Second, once these cli-ents have gone, they are gone for good. Even if a regional firm has advised its client on the sale, it is almost impossible for it to gain a foothold in advising the acquirer post-transaction. While some mid-sized firms continue to be able to replenish their client bases from the bottom up, thus maintaining the general disposition of their practices, the relative market position deteriorates, at least as regards the advice to lucrative Mittelstand clients.
Third, as commentators are never tired of pointing out, German Mittelstand industry is overleveraged. For years, expansion was financed by a credit line from the local bank. The result is that swathes of the Mittelstand are having to improve their debt-to-equity ratio in order to gain a rating after Basel II that would allow it to finance its operations. In addition, the German banking supervisory authority (BaFin) is tightening the regulations on bank lending (the so-called MaK). Both these factors are restricting the traditional lines of credit, forcing Mittelstand to re-engineer balance sheets and call on the capital markets for future investment. Although a large number of regional mid-sized law firms ought to be able to carry out this work – especially the large number of multidisciplinary practices – these mandates are also gravitating to the larger firms.
If the clients are drifting away, then so too will the lawyers. Contrary to the expectations of the larger law firms, recruitment has not become any more difficult over the last two years, even though the firms are for the most part continuing their growth. That this is due to the disappearance or slower expansion of certain competitors in recruitment (start-ups, investment banks and management consultants) is obvious. But it is only part of the story. Larger law firms now get a much larger part of the graduate pie.
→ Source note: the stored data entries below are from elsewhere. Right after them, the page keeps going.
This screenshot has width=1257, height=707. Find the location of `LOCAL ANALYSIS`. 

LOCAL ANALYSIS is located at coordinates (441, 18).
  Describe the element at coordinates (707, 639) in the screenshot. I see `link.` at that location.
There is, however, no reason for the larger firms to be complacent or for regional firms to panic. When deal-flow returns, international firms will feel able to push through billing rates on transactions that they would not dare to do with the Mittelstand. So price is still an area in which regional firms can compete meaningfully, but only if they can also offer a degree of financial sophistication and service that will not send clients back into the arms of the larger firms.
This is precisely the hope of the larger firms: they have got their teeth into the Mittelstand during the slowdown and will try to raise rates (most particularly for transactional work) when the economy recovers. The potential within the German Mittelstand for investment abroad – especially Eastern Europe following its admission to the EU of the reform economies in 2004 – is huge. For the most part, it is only the larger firms that have been able to afford a network of offices in Budapest, Prague, Warsaw and beyond.
And there is one other caveat: Mittelstand work does not support leverage. That is the reason Clifford Chance, by its own admission, does less of it in Germany than Freshfields or Linklaters Oppenhoff & Rädler. So, to London management at the top of Anglo-German firms, I’m sorry to say it, but profitability in the core corporate sector in your biggest market in Europe is partner-driven.